Name_____________________________________________ Date_______________
SECOND TERM E-LEARNING NOTE
SUBJECT: DATA PROCESSING CLASS: SS 3
SCHEME OF WORK
WEEK TOPIC
1. REVISION (1STTERM SS3)
2. PARALLEL AND DISTRIBUTED DATABASE
3. PARALLEL AND DISTRIBUTED DATABASE
4. NETWORKING
5. NETWORKING
6 COMPUTER VIRUS
7. COMPUTER VIRUS
8. CAREER OPTIOND IN DATA PROCESSING
9. CAREER OPTIONS IN DATA PROCESSING
10. REVISION
11. EXAMINATION
REFERENCE TEXTBOOK:
UNDERSTSNDING DATA PROCESSING FOR SECONDARY SCHOOLS:BY DINEHIN VICTORIA
WEEK ONE
REVISION SS3 1ST TERM
TOPIC: CRASH RECOVERY
Definition
Crash recovery is the process by which the database is moved back to a consistent and usable state. This is done by rolling back incomplete transactions and completing committed transactions that were still in memory when the crash occurred. When the database is in a consistent and usable state, it has attained what is known as a point of consistency. Following a transaction failure, the database must be recovered.
Conditions that can result in transaction failure include:
1. A power failure on the machine causing the database manager and the database partitions on it to go down.
2. A hardware failure such as memory corruption, or disk, CPU, or network failure.
3. A serious operating system error that causes the DB to go down
Introduction to ARIES (Algorithms for Recovery and Isolation Exploiting Semantics
ARIES is recovery algorithm designed to work with no-force, steal database approach. It is used by IBM DB2, MS SQL Server and many other database systems.
The three main principles that lie behind ARIES recovery algorithm:
1. Write Ahead Logging: Any change to an object is first recorded in the log, and then the log must be written to a stable storage before changes to the object are written to a disk.
2. Repeating History during Redo: On restart, after a crash, ARIES retraces the actions of a database before the crash and brings the system back to the exact state that it was in before the crash. The n it undoes the transaction still active at crash time.
3. Logging Changes during Undo: Change made to the database while undoing transactions are logged to ensure such an action isn’t repeated in the event of repeated restarts.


*WHAT IS EXPECTED*
Images in the data are to be skipped, while every line is restated exactly as written.
[ENTRIES SUPPLIED — start]
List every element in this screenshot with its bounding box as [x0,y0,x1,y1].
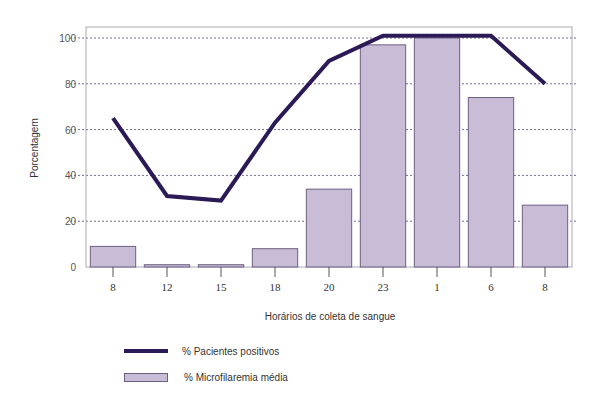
bar [414,38,459,267]
combo-chart: 020406080100 81215182023168 Porcentagem … [0,0,602,330]
y-tick-label: 100 [59,33,76,44]
bar [90,246,135,267]
bar-series [90,38,567,267]
bar [198,265,243,267]
x-axis-title: Horários de coleta de sangue [265,311,396,322]
x-tick-label: 8 [110,281,116,293]
legend-line-label: % Pacientes positivos [182,346,279,357]
y-axis-title: Porcentagem [29,118,40,177]
bar-swatch-icon [124,373,168,382]
bar [306,189,351,267]
x-tick-label: 18 [270,281,282,293]
legend: % Pacientes positivos % Microfilaremia m… [124,344,288,396]
bar [468,98,513,267]
x-tick-label: 1 [434,281,440,293]
line-swatch-icon [124,349,168,353]
y-tick-label: 40 [65,170,77,181]
x-tick-label: 6 [488,281,494,293]
x-axis-ticks: 81215182023168 [110,267,548,293]
bar [360,45,405,267]
y-tick-label: 0 [70,262,76,273]
y-tick-label: 80 [65,79,77,90]
y-tick-label: 20 [65,216,77,227]
y-tick-label: 60 [65,125,77,136]
x-tick-label: 20 [324,281,336,293]
bar [144,265,189,267]
x-tick-label: 12 [162,281,173,293]
x-tick-label: 23 [378,281,390,293]
bar [252,249,297,267]
x-tick-label: 15 [216,281,228,293]
legend-item-line: % Pacientes positivos [124,344,288,358]
legend-item-bar: % Microfilaremia média [124,370,288,384]
bar [522,205,567,267]
legend-bar-label: % Microfilaremia média [184,372,288,383]
x-tick-label: 8 [542,281,548,293]
y-axis-ticks: 020406080100 [59,33,76,273]
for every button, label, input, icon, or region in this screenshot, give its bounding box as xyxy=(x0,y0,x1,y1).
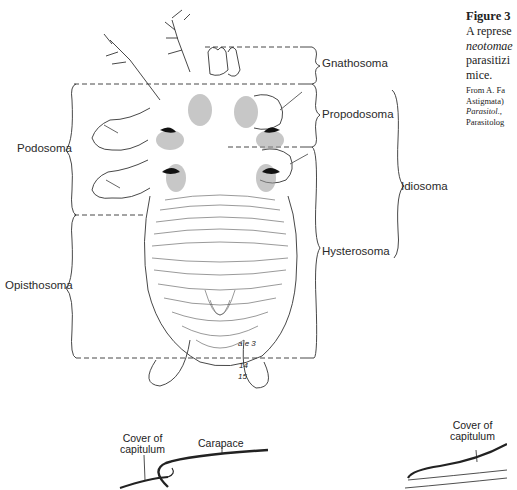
seta-label-14: 14 xyxy=(239,360,248,371)
figure-caption: Figure 3 A represe neotomae parasitizi m… xyxy=(466,8,517,127)
label-idiosoma: Idiosoma xyxy=(401,180,448,192)
seta-label-ae3: a e 3 xyxy=(238,338,256,349)
caption-line-1: A represe xyxy=(466,24,517,39)
hysterosoma-brace xyxy=(312,147,320,358)
label-propodosoma: Propodosoma xyxy=(322,108,394,120)
label-hysterosoma: Hysterosoma xyxy=(322,245,390,257)
seta-label-15: 15 xyxy=(238,371,247,382)
carapace-line xyxy=(158,450,268,487)
label-opisthosoma: Opisthosoma xyxy=(5,279,73,291)
gnathosoma-brace xyxy=(312,47,320,84)
caption-line-4: mice. xyxy=(466,68,517,83)
caption-line-2: neotomae xyxy=(466,39,517,54)
caption-line-3: parasitizi xyxy=(466,53,517,68)
label-gnathosoma: Gnathosoma xyxy=(322,57,388,69)
figure-title: Figure 3 xyxy=(466,8,517,24)
label-carapace: Carapace xyxy=(198,438,244,449)
label-cover-of-capitulum-left: Cover of capitulum xyxy=(120,433,165,455)
propodosoma-brace xyxy=(312,84,320,147)
idiosoma-outline xyxy=(144,196,297,366)
label-podosoma: Podosoma xyxy=(17,142,72,154)
source-citation: From A. Fa Astigmata) Parasitol., Parasi… xyxy=(466,85,517,127)
label-cover-of-capitulum-right: Cover of capitulum xyxy=(450,420,495,442)
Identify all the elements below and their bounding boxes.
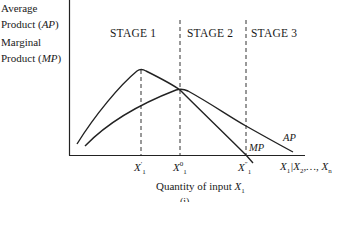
x-axis-end-label: X1|X2,…, Xn [280, 160, 332, 175]
stage-2-label: STAGE 2 [187, 27, 233, 39]
x-tick-x1-zero: X01 [173, 160, 187, 176]
x-title-text: Quantity of input [156, 180, 235, 192]
tick-var: X [134, 161, 141, 173]
stage-1-label: STAGE 1 [110, 27, 156, 39]
tick-var: X [280, 160, 287, 172]
x-axis-title: Quantity of input X1 [156, 180, 245, 195]
tick-var: |X [290, 160, 300, 172]
mp-curve [77, 70, 253, 164]
tick-sup: ″ [245, 160, 248, 168]
tick-sup: 0 [180, 160, 184, 168]
tick-sup: ′ [141, 160, 143, 168]
tick-var: ,…, X [303, 160, 328, 172]
tick-var: X [173, 161, 180, 173]
figure-caption: (i) [180, 196, 189, 202]
x-tick-x1-prime: X′1 [134, 160, 146, 176]
tick-sub: 1 [248, 168, 252, 176]
ap-curve-label: AP [283, 132, 296, 143]
mp-curve-label: MP [249, 142, 264, 153]
x-title-sub: 1 [241, 187, 245, 195]
tick-sub: 1 [142, 168, 146, 176]
tick-var: X [238, 161, 245, 173]
tick-sub: 1 [183, 168, 187, 176]
x-tick-x1-double-prime: X″1 [238, 160, 251, 176]
stage-3-label: STAGE 3 [251, 27, 297, 39]
tick-sub: n [328, 167, 332, 175]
[ENTRIES SUPPLIED — finish]
*SOLUTION TO THIS EXERCISE*
List every element in this screenshot with its bounding box as [x0,y0,x1,y1].
bar [414,38,459,267]
combo-chart: 020406080100 81215182023168 Porcentagem … [0,0,602,330]
y-tick-label: 100 [59,33,76,44]
bar [90,246,135,267]
bar-series [90,38,567,267]
bar [198,265,243,267]
x-axis-title: Horários de coleta de sangue [265,311,396,322]
x-tick-label: 8 [110,281,116,293]
legend-line-label: % Pacientes positivos [182,346,279,357]
y-axis-title: Porcentagem [29,118,40,177]
bar-swatch-icon [124,373,168,382]
bar [306,189,351,267]
x-tick-label: 18 [270,281,282,293]
legend: % Pacientes positivos % Microfilaremia m… [124,344,288,396]
bar [468,98,513,267]
x-tick-label: 1 [434,281,440,293]
line-swatch-icon [124,349,168,353]
y-tick-label: 40 [65,170,77,181]
x-tick-label: 6 [488,281,494,293]
x-axis-ticks: 81215182023168 [110,267,548,293]
bar [360,45,405,267]
y-tick-label: 0 [70,262,76,273]
y-tick-label: 80 [65,79,77,90]
y-tick-label: 20 [65,216,77,227]
y-tick-label: 60 [65,125,77,136]
x-tick-label: 20 [324,281,336,293]
bar [144,265,189,267]
x-tick-label: 12 [162,281,173,293]
x-tick-label: 23 [378,281,390,293]
bar [252,249,297,267]
x-tick-label: 15 [216,281,228,293]
legend-item-line: % Pacientes positivos [124,344,288,358]
legend-item-bar: % Microfilaremia média [124,370,288,384]
bar [522,205,567,267]
legend-bar-label: % Microfilaremia média [184,372,288,383]
x-tick-label: 8 [542,281,548,293]
y-axis-ticks: 020406080100 [59,33,76,273]
for every button, label, input, icon, or region in this screenshot, give its bounding box as xyxy=(x0,y0,x1,y1).
seta-label-14: 14 xyxy=(239,360,248,371)
figure-caption: Figure 3 A represe neotomae parasitizi m… xyxy=(466,8,517,127)
label-idiosoma: Idiosoma xyxy=(401,180,448,192)
seta-label-ae3: a e 3 xyxy=(238,338,256,349)
caption-line-1: A represe xyxy=(466,24,517,39)
hysterosoma-brace xyxy=(312,147,320,358)
label-propodosoma: Propodosoma xyxy=(322,108,394,120)
label-hysterosoma: Hysterosoma xyxy=(322,245,390,257)
seta-label-15: 15 xyxy=(238,371,247,382)
carapace-line xyxy=(158,450,268,487)
label-opisthosoma: Opisthosoma xyxy=(5,279,73,291)
gnathosoma-brace xyxy=(312,47,320,84)
caption-line-4: mice. xyxy=(466,68,517,83)
caption-line-2: neotomae xyxy=(466,39,517,54)
caption-line-3: parasitizi xyxy=(466,53,517,68)
label-gnathosoma: Gnathosoma xyxy=(322,57,388,69)
figure-title: Figure 3 xyxy=(466,8,517,24)
label-carapace: Carapace xyxy=(198,438,244,449)
label-cover-of-capitulum-left: Cover of capitulum xyxy=(120,433,165,455)
propodosoma-brace xyxy=(312,84,320,147)
idiosoma-outline xyxy=(144,196,297,366)
label-podosoma: Podosoma xyxy=(17,142,72,154)
source-citation: From A. Fa Astigmata) Parasitol., Parasi… xyxy=(466,85,517,127)
label-cover-of-capitulum-right: Cover of capitulum xyxy=(450,420,495,442)
Identify all the elements below and their bounding boxes.
x-axis-end-label: X1|X2,…, Xn [280, 160, 332, 175]
stage-2-label: STAGE 2 [187, 27, 233, 39]
x-tick-x1-zero: X01 [173, 160, 187, 176]
x-title-text: Quantity of input [156, 180, 235, 192]
tick-var: X [134, 161, 141, 173]
stage-1-label: STAGE 1 [110, 27, 156, 39]
tick-var: X [280, 160, 287, 172]
x-axis-title: Quantity of input X1 [156, 180, 245, 195]
tick-var: |X [290, 160, 300, 172]
mp-curve [77, 70, 253, 164]
tick-sup: ″ [245, 160, 248, 168]
tick-sup: 0 [180, 160, 184, 168]
tick-sup: ′ [141, 160, 143, 168]
tick-var: ,…, X [303, 160, 328, 172]
tick-var: X [173, 161, 180, 173]
figure-caption: (i) [180, 196, 189, 202]
x-tick-x1-prime: X′1 [134, 160, 146, 176]
tick-sub: 1 [248, 168, 252, 176]
ap-curve-label: AP [283, 132, 296, 143]
mp-curve-label: MP [249, 142, 264, 153]
x-title-sub: 1 [241, 187, 245, 195]
tick-sub: 1 [142, 168, 146, 176]
tick-var: X [238, 161, 245, 173]
tick-sub: 1 [183, 168, 187, 176]
x-tick-x1-double-prime: X″1 [238, 160, 251, 176]
stage-3-label: STAGE 3 [251, 27, 297, 39]
tick-sub: n [328, 167, 332, 175]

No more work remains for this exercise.